For (2), let's first look at the simple example $\mathscr F = \sigma(\{E\}) = \{\emptyset, E, \Omega\setminus E, \Omega\}$. This is the $\sigma$-algebra which corresponds to a single event, if we have this "information", then for our outcome we know whether it belongs to $E$ or to $\Omega \setminus E$. So the conditional expectation should behave different on $E$ and on $\Omega \setminus E$, namely being the expectation with respect to $\P_E$ or $\P_{\Omega \setminus E}$. Hence we have for a random variable $X$: $$ \def\E{\mathbf E}\E(X\mid \mathscr F) = \begin{cases} \E_{P_E}(X) & \omega \in E\\ \E_{\P_{\Omega\setminus E}}(X) & \omega \in \Omega \setminus E \end{cases} $$ Recall that $$ \E_{\P_E}(X) = \frac 1{\P(E)}\int_E X\, d\P $$ As the next step, let's think of some more "information", in the above we have partitioned $\Omega$ into two sets, let's now look at a partition $\Omega = \biguplus_{i=1}^\infty E_i$, and $\mathscr F = \sigma\{E_i: i \ge 1\}$. If we have the information carried by $\mathscr F$, given $\omega \in \Omega$ what can we estimate $X(\omega)$. As we "know", to which $E_i$ $\omega$ belongs (that's the information carried by $\mathscr F$), the best we can do is $$ \E(X \mid \mathscr F)(\omega) = \frac 1{\P(E_i)}\int_{E_i} X \, d\P $$ (note that this is a $\mathscr F$-measurable $\sigma$-algebra. I like to think that in general a $\mathscr F$-measurable function somehow may only "use" information carried by $\mathscr F$, so we want $E(X\mid \mathscr F)$ to be a $\mathscr F$-measurable function in general (and as we have to give different answers on different elements of $\mathscr F$ [even different families of elements of $\mathscr F$ for each element $\omega$ in general]), the conditional expectation will be a random variable.

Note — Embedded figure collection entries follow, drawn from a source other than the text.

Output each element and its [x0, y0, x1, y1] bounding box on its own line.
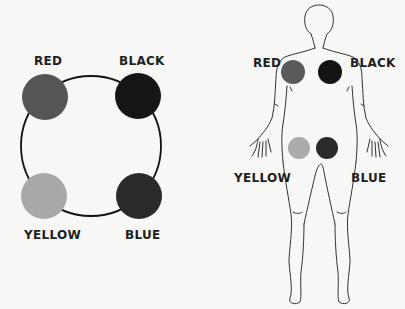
- label-red: RED: [34, 54, 62, 68]
- body-blue-dot: [316, 137, 338, 159]
- black-dot: [115, 73, 161, 119]
- label-blue: BLUE: [125, 228, 161, 242]
- blue-dot: [116, 173, 162, 219]
- body-label-red: RED: [253, 56, 281, 70]
- body-black-dot: [318, 60, 342, 84]
- diagram-canvas: [0, 0, 405, 309]
- label-black: BLACK: [119, 54, 165, 68]
- body-yellow-dot: [288, 137, 310, 159]
- body-label-blue: BLUE: [351, 171, 387, 185]
- label-yellow: YELLOW: [24, 228, 81, 242]
- body-label-black: BLACK: [350, 56, 396, 70]
- red-dot: [22, 74, 68, 120]
- yellow-dot: [21, 173, 67, 219]
- body-red-dot: [281, 60, 305, 84]
- body-label-yellow: YELLOW: [234, 171, 291, 185]
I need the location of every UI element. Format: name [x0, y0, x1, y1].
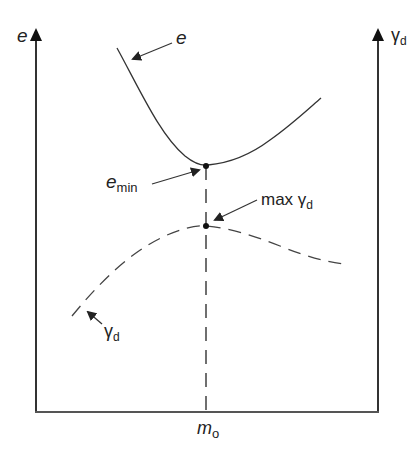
e-label-arrow-icon [133, 43, 172, 59]
max-gamma-d-point [203, 223, 209, 229]
max-prefix: max [261, 190, 298, 209]
max-gamma-subscript: d [306, 198, 313, 212]
right-axis-symbol: γ [391, 25, 400, 45]
max-gamma-d-label: max γd [261, 191, 313, 208]
right-axis [372, 28, 384, 412]
e-min-symbol: e [106, 171, 117, 192]
void-ratio-curve [117, 48, 321, 165]
left-axis-arrow-icon [30, 28, 42, 41]
dry-unit-weight-curve-label: γd [104, 322, 120, 340]
left-axis-symbol: e [17, 25, 28, 46]
dry-unit-weight-symbol: γ [104, 321, 113, 341]
e-min-subscript: min [117, 180, 138, 195]
void-ratio-curve-symbol: e [176, 27, 187, 48]
m-subscript: o [212, 426, 219, 441]
left-axis-label: e [17, 26, 28, 45]
e-min-point [203, 163, 209, 169]
e-min-label: emin [106, 172, 138, 191]
right-axis-label: γd [391, 26, 407, 44]
left-axis [30, 28, 42, 412]
m-symbol: m [197, 418, 212, 438]
compaction-diagram [0, 0, 417, 456]
right-axis-subscript: d [400, 34, 407, 48]
optimum-moisture-label: mo [197, 419, 219, 437]
max-gamma-d-arrow-icon [215, 200, 257, 220]
dry-unit-weight-curve [72, 226, 345, 316]
gamma-d-label-arrow-icon [88, 312, 102, 324]
right-axis-arrow-icon [372, 28, 384, 41]
void-ratio-curve-label: e [176, 28, 187, 47]
e-min-arrow-icon [152, 170, 199, 184]
dry-unit-weight-subscript: d [113, 330, 120, 344]
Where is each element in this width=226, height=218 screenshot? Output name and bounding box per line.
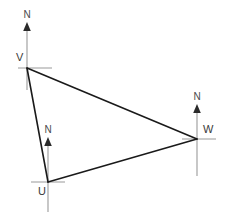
survey-diagram-canvas: V U W N N N bbox=[0, 0, 226, 218]
north-reference-U bbox=[31, 137, 65, 212]
north-label-V: N bbox=[23, 9, 30, 20]
north-label-U: N bbox=[44, 124, 51, 135]
north-labels-group: N N N bbox=[23, 9, 200, 135]
edge-W-U bbox=[48, 139, 197, 182]
vertex-label-W: W bbox=[203, 123, 214, 135]
survey-triangle-svg: V U W N N N bbox=[0, 0, 226, 218]
north-label-W: N bbox=[193, 91, 200, 102]
edge-V-W bbox=[27, 68, 197, 139]
vertex-label-V: V bbox=[16, 51, 24, 63]
triangle-edges-group bbox=[27, 68, 197, 182]
north-arrowhead-W bbox=[193, 104, 201, 113]
north-reference-group bbox=[18, 22, 216, 212]
north-arrowhead-V bbox=[23, 22, 31, 31]
north-reference-W bbox=[182, 104, 216, 176]
north-arrowhead-U bbox=[44, 137, 52, 146]
vertex-label-U: U bbox=[38, 185, 46, 197]
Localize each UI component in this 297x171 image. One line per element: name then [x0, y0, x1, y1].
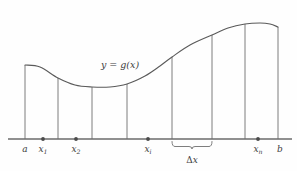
axis-label-x1: x1 [38, 144, 47, 155]
axis-label-subscript: 2 [76, 148, 81, 155]
delta-x-variable: x [193, 155, 198, 165]
axis-tick-labels-group: ax1x2xixnb [22, 144, 283, 155]
axis-label-base: b [277, 144, 283, 154]
axis-label-subscript: n [259, 148, 263, 155]
function-curve [25, 23, 278, 87]
delta-x-label: Δx [186, 155, 198, 165]
dot-xi [146, 137, 150, 141]
axis-label-a: a [22, 144, 27, 154]
brace-group: Δx [172, 142, 212, 166]
curve-equation-label: y = g(x) [100, 59, 140, 70]
dot-x1 [41, 137, 45, 141]
delta-x-brace [172, 142, 212, 150]
partition-lines-group [25, 24, 278, 139]
axis-label-subscript: 1 [44, 148, 48, 155]
axis-label-xi: xi [144, 144, 151, 155]
axis-label-base: a [22, 144, 27, 154]
riemann-sum-figure: Δx y = g(x) ax1x2xixnb [0, 0, 297, 171]
axis-label-subscript: i [150, 148, 152, 155]
dot-x2 [74, 137, 78, 141]
dot-xn [256, 137, 260, 141]
axis-label-b: b [277, 144, 283, 154]
axis-label-x2: x2 [71, 144, 80, 155]
axis-label-xn: xn [253, 144, 262, 155]
riemann-sum-diagram: Δx y = g(x) ax1x2xixnb [0, 0, 297, 171]
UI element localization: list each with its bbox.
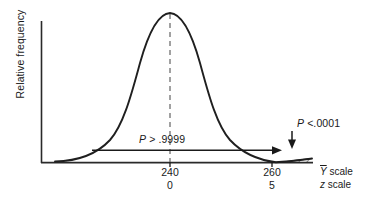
y-axis-label: Relative frequency	[14, 4, 26, 104]
tick-label-5: 5	[252, 179, 292, 191]
z-scale-text: scale	[325, 179, 351, 190]
y-scale-caption: Y scale	[320, 166, 353, 177]
left-region-arrow	[92, 146, 282, 154]
tail-region-probability-label: P <.0001	[297, 117, 340, 129]
tick-label-240: 240	[150, 166, 190, 178]
left-region-probability-label: P > .9999	[139, 133, 185, 145]
y-scale-text: scale	[327, 166, 353, 177]
tick-label-0: 0	[150, 179, 190, 191]
p-value-left: > .9999	[146, 133, 185, 145]
p-value-tail: <.0001	[304, 117, 340, 129]
normal-distribution-figure: Relative frequency P > .9999 P <.0001 24…	[0, 0, 377, 200]
tail-pointer-arrow	[288, 131, 296, 149]
y-bar-symbol: Y	[320, 166, 327, 177]
tick-label-260: 260	[252, 166, 292, 178]
z-scale-caption: z scale	[320, 179, 351, 190]
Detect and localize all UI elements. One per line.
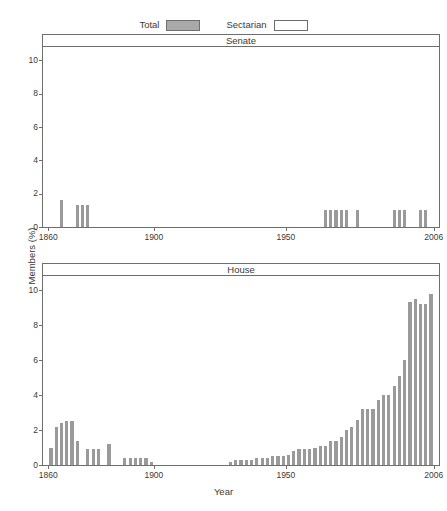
- bar-house-total-1933: [239, 460, 242, 465]
- legend-label-total: Total: [139, 20, 159, 30]
- x-tick-label: 1860: [39, 465, 58, 480]
- y-tick-label: 2: [33, 189, 43, 198]
- bar-senate-total-2001: [419, 210, 422, 227]
- x-tick-label: 1900: [144, 227, 163, 242]
- bar-house-total-1959: [308, 449, 311, 465]
- bar-house-total-2001: [419, 304, 422, 465]
- bar-house-total-1899: [150, 462, 153, 466]
- bar-house-total-1949: [282, 456, 285, 465]
- bar-house-total-2005: [429, 294, 432, 466]
- legend-label-sectarian: Sectarian: [226, 20, 266, 30]
- chart-legend: Total Sectarian: [0, 16, 447, 34]
- bar-house-total-1871: [76, 441, 79, 466]
- legend-swatch-total: [166, 20, 200, 31]
- bar-house-total-1987: [382, 395, 385, 465]
- x-tick-label: 2006: [424, 465, 443, 480]
- x-tick-label: 1900: [144, 465, 163, 480]
- bar-house-total-1937: [250, 460, 253, 465]
- bar-house-total-1963: [319, 446, 322, 465]
- bar-house-total-1957: [303, 449, 306, 465]
- bar-house-total-1971: [340, 437, 343, 465]
- plot-area-senate: 02468101860190019502006: [43, 47, 439, 227]
- y-tick-label: 8: [33, 89, 43, 98]
- bar-house-total-1985: [377, 400, 380, 465]
- y-tick-label: 4: [33, 390, 43, 399]
- bar-house-total-1945: [271, 456, 274, 465]
- legend-entry-total: Total: [139, 20, 200, 31]
- bar-house-total-1863: [55, 427, 58, 466]
- bar-house-total-1891: [129, 458, 132, 465]
- x-tick-label: 2006: [424, 227, 443, 242]
- y-tick-label: 4: [33, 156, 43, 165]
- bar-house-total-1979: [361, 409, 364, 465]
- bar-house-total-1967: [329, 441, 332, 466]
- y-axis-label: Members (%): [26, 227, 37, 284]
- bar-house-total-1973: [345, 430, 348, 465]
- bar-senate-total-1977: [356, 210, 359, 227]
- bar-house-total-1961: [313, 448, 316, 466]
- bar-house-total-1939: [255, 458, 258, 465]
- y-tick-label: 10: [29, 285, 43, 294]
- bar-house-total-1875: [86, 449, 89, 465]
- bar-senate-total-1991: [393, 210, 396, 227]
- bar-senate-total-1965: [324, 210, 327, 227]
- bar-house-total-1997: [408, 302, 411, 465]
- bar-house-total-1893: [134, 458, 137, 465]
- bar-house-total-1877: [92, 449, 95, 465]
- bar-house-total-1995: [403, 360, 406, 465]
- y-tick-label: 10: [29, 56, 43, 65]
- legend-swatch-sectarian: [274, 20, 308, 31]
- bar-house-total-1955: [297, 449, 300, 465]
- bar-house-total-1865: [60, 423, 63, 465]
- bar-house-total-1993: [398, 376, 401, 465]
- bar-house-total-1935: [245, 460, 248, 465]
- bar-house-total-1943: [266, 458, 269, 465]
- bar-senate-total-1971: [340, 210, 343, 227]
- bar-senate-total-1871: [76, 205, 79, 227]
- bar-senate-total-2003: [424, 210, 427, 227]
- x-tick-label: 1950: [276, 227, 295, 242]
- bar-house-total-1965: [324, 446, 327, 465]
- bar-senate-total-1995: [403, 210, 406, 227]
- bar-senate-total-1973: [345, 210, 348, 227]
- panel-title-house: House: [42, 263, 440, 275]
- bar-house-total-1895: [139, 458, 142, 465]
- bar-house-total-1897: [144, 458, 147, 465]
- bar-senate-total-1865: [60, 200, 63, 227]
- bar-senate-total-1969: [334, 210, 337, 227]
- bar-house-total-1947: [276, 456, 279, 465]
- bar-house-total-1975: [350, 427, 353, 466]
- plot-box-senate: 02468101860190019502006: [42, 46, 440, 228]
- bar-house-total-1941: [261, 458, 264, 465]
- bar-house-total-1889: [123, 458, 126, 465]
- x-tick-label: 1950: [276, 465, 295, 480]
- bar-house-total-1983: [371, 409, 374, 465]
- legend-entry-sectarian: Sectarian: [226, 20, 307, 31]
- y-tick-label: 6: [33, 122, 43, 131]
- x-tick-label: 1860: [39, 227, 58, 242]
- y-tick-label: 6: [33, 355, 43, 364]
- bar-house-total-1981: [366, 409, 369, 465]
- bar-house-total-2003: [424, 304, 427, 465]
- bar-house-total-1861: [49, 448, 52, 466]
- bar-house-total-1951: [287, 455, 290, 466]
- bar-senate-total-1993: [398, 210, 401, 227]
- y-tick-label: 2: [33, 425, 43, 434]
- x-axis-label: Year: [0, 486, 447, 497]
- bar-senate-total-1873: [81, 205, 84, 227]
- panel-title-senate: Senate: [42, 34, 440, 46]
- bar-house-total-1867: [65, 421, 68, 465]
- bar-house-total-1989: [387, 395, 390, 465]
- bar-house-total-1977: [356, 420, 359, 466]
- bar-house-total-1929: [229, 462, 232, 466]
- panel-senate: Senate 02468101860190019502006: [42, 34, 440, 228]
- figure: Total Sectarian Members (%) Senate 02468…: [0, 0, 447, 511]
- bar-house-total-1999: [414, 299, 417, 465]
- bar-house-total-1883: [107, 444, 110, 465]
- bar-house-total-1869: [70, 421, 73, 465]
- bar-house-total-1879: [97, 449, 100, 465]
- plot-area-house: 02468101860190019502006: [43, 276, 439, 465]
- plot-box-house: 02468101860190019502006: [42, 275, 440, 466]
- panel-house: House 02468101860190019502006: [42, 263, 440, 466]
- y-tick-label: 8: [33, 320, 43, 329]
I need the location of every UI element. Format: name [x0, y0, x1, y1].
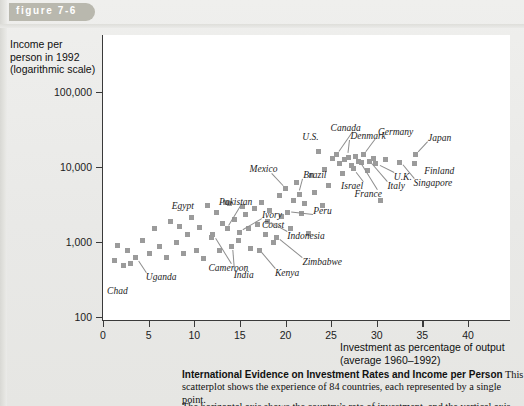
x-tick-mark: [377, 321, 378, 327]
x-tick-mark: [149, 321, 150, 327]
data-point: [351, 166, 356, 171]
data-point: [147, 251, 152, 256]
x-tick-mark: [103, 321, 104, 327]
country-label-kenya: Kenya: [275, 268, 299, 278]
data-point: [210, 232, 215, 237]
page-spine-shading: [0, 0, 7, 406]
country-label-france: France: [355, 189, 382, 199]
data-point: [121, 263, 126, 268]
country-label-uganda: Uganda: [146, 272, 177, 282]
country-label-italy: Italy: [387, 181, 404, 191]
country-label-peru: Peru: [313, 206, 331, 216]
data-point: [361, 152, 366, 157]
y-tick-mark: [96, 242, 103, 243]
figure-tab-label: figure 7-6: [16, 5, 77, 16]
x-tick-label: 20: [271, 329, 301, 341]
data-point: [271, 240, 276, 245]
y-tick-label: 1,000: [0, 236, 92, 248]
y-axis-line: [102, 35, 103, 321]
country-label-japan: Japan: [428, 133, 451, 143]
data-point: [255, 222, 260, 227]
caption-clipped-line: The horizontal axis shows the country’s …: [182, 401, 524, 406]
data-point: [112, 258, 117, 263]
x-tick-label: 35: [407, 329, 437, 341]
y-tick-label: 100: [0, 311, 92, 323]
data-point: [168, 219, 173, 224]
data-point: [157, 244, 162, 249]
data-point: [334, 152, 339, 157]
x-tick-mark: [422, 321, 423, 327]
country-label-indonesia: Indonesia: [287, 231, 324, 241]
x-tick-mark: [286, 321, 287, 327]
data-point: [237, 230, 242, 235]
data-point: [248, 246, 253, 251]
data-point: [225, 226, 230, 231]
data-point: [316, 149, 321, 154]
country-label-u-s: U.S.: [302, 132, 318, 142]
data-point: [371, 156, 376, 161]
country-label-egypt: Egypt: [172, 201, 194, 211]
data-point: [174, 240, 179, 245]
country-label-singapore: Singapore: [414, 178, 453, 188]
data-point: [181, 251, 186, 256]
data-point: [236, 238, 241, 243]
x-tick-mark: [194, 321, 195, 327]
data-point: [397, 160, 402, 165]
country-label-germany: Germany: [378, 127, 413, 137]
y-tick-mark: [96, 167, 103, 168]
data-point: [115, 243, 120, 248]
x-tick-label: 30: [362, 329, 392, 341]
x-tick-label: 5: [134, 329, 164, 341]
x-tick-label: 0: [88, 329, 118, 341]
data-point: [340, 171, 345, 176]
data-point: [259, 200, 264, 205]
y-tick-label: 100,000: [0, 86, 92, 98]
data-point: [283, 186, 288, 191]
data-point: [189, 215, 194, 220]
data-point: [337, 161, 342, 166]
x-axis-title-line-1: Investment as percentage of output: [340, 341, 524, 354]
x-axis-title: Investment as percentage of output (aver…: [340, 341, 524, 366]
data-point: [326, 183, 331, 188]
data-point: [413, 152, 418, 157]
data-point: [152, 226, 157, 231]
y-axis-title-line-2: person in 1992: [10, 51, 105, 64]
data-point: [128, 261, 133, 266]
data-point: [243, 212, 248, 217]
y-axis-title: Income per person in 1992 (logarithmic s…: [10, 38, 105, 76]
data-point: [312, 190, 317, 195]
x-tick-label: 40: [453, 329, 483, 341]
country-label-pakistan: Pakistan: [219, 197, 252, 207]
x-tick-label: 15: [225, 329, 255, 341]
y-tick-mark: [96, 317, 103, 318]
data-point: [412, 161, 417, 166]
country-label-chad: Chad: [107, 286, 128, 296]
data-point: [346, 155, 351, 160]
data-point: [201, 256, 206, 261]
data-point: [229, 244, 234, 249]
data-point: [291, 198, 296, 203]
data-point: [214, 210, 219, 215]
data-point: [185, 232, 190, 237]
caption-heading: International Evidence on Investment Rat…: [182, 369, 503, 380]
data-point: [302, 201, 307, 206]
x-tick-mark: [240, 321, 241, 327]
country-label-brazil: Brazil: [303, 170, 326, 180]
data-point: [294, 180, 299, 185]
data-point: [177, 224, 182, 229]
y-axis-title-line-3: (logarithmic scale): [10, 63, 105, 76]
data-point: [194, 248, 199, 253]
x-axis-title-line-2: (average 1960–1992): [340, 354, 524, 367]
data-point: [277, 193, 282, 198]
y-axis-title-line-1: Income per: [10, 38, 105, 51]
country-label-mexico: Mexico: [250, 164, 278, 174]
country-label-india: India: [234, 270, 254, 280]
data-point: [140, 238, 145, 243]
x-tick-label: 25: [316, 329, 346, 341]
data-point: [383, 157, 388, 162]
data-point: [252, 206, 257, 211]
data-point: [257, 248, 262, 253]
data-point: [205, 203, 210, 208]
data-point: [297, 192, 302, 197]
x-tick-mark: [468, 321, 469, 327]
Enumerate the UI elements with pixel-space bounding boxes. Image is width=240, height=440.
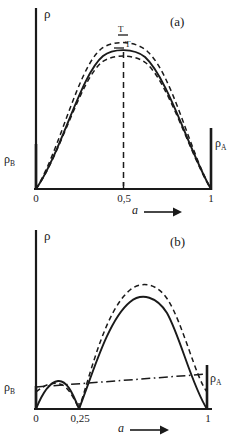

- One can think of the "information carried by a $\sigma$-algebra" as a measure of "roughness" of the events we are considering.
For example, think of the probability space modelling the outcome of rolling a dice: $$X = \{1,2,3,4,5,6\}.$$ The standard $\sigma$-algebra we could use here is just the power set of $X$; that is, we can consider any subset of $X$ as an event. However, if we are interested only in the parity of the outcome, then a smaller $\sigma$-algebra will suffice: $$\mathcal{F} = \{\emptyset, \{1,3,5\}, \{2,4,6\}, X\}.$$ If we restrict ourselves to this $\sigma$-algebra, we can still measure the probability of events which we can express in terms of parity, e.g. "the outcome was an even number". On the other hand, if we wanted to consider a question such as "was the outcome a prime number?", we would have to refine our $\sigma$-algebra in such a way that would make the subset $\{2,3,5\}$ measurable.
- As you said, the intuition behind the concept of conditional expectation can be drawn from (1). If $X$ is a random variable, we may (informally) think of $\mathbb{E}[X|\mathcal{F}]$ as the random variable which describes (imitates) $X$ as close as possible, while having only events from $\mathcal{F}$ in its "output".
Note: The "closeness" mentioned in (2) can actually be formalized in the following way: if we restrict our attention to the (Hilbert) space $L^2$ of square-integrable variables, then $\mathbb{E}[X|\mathcal{F}]$ is the orthogonal projection of $X$ onto the subspace consisting of $\mathcal{F}$-measurable functions.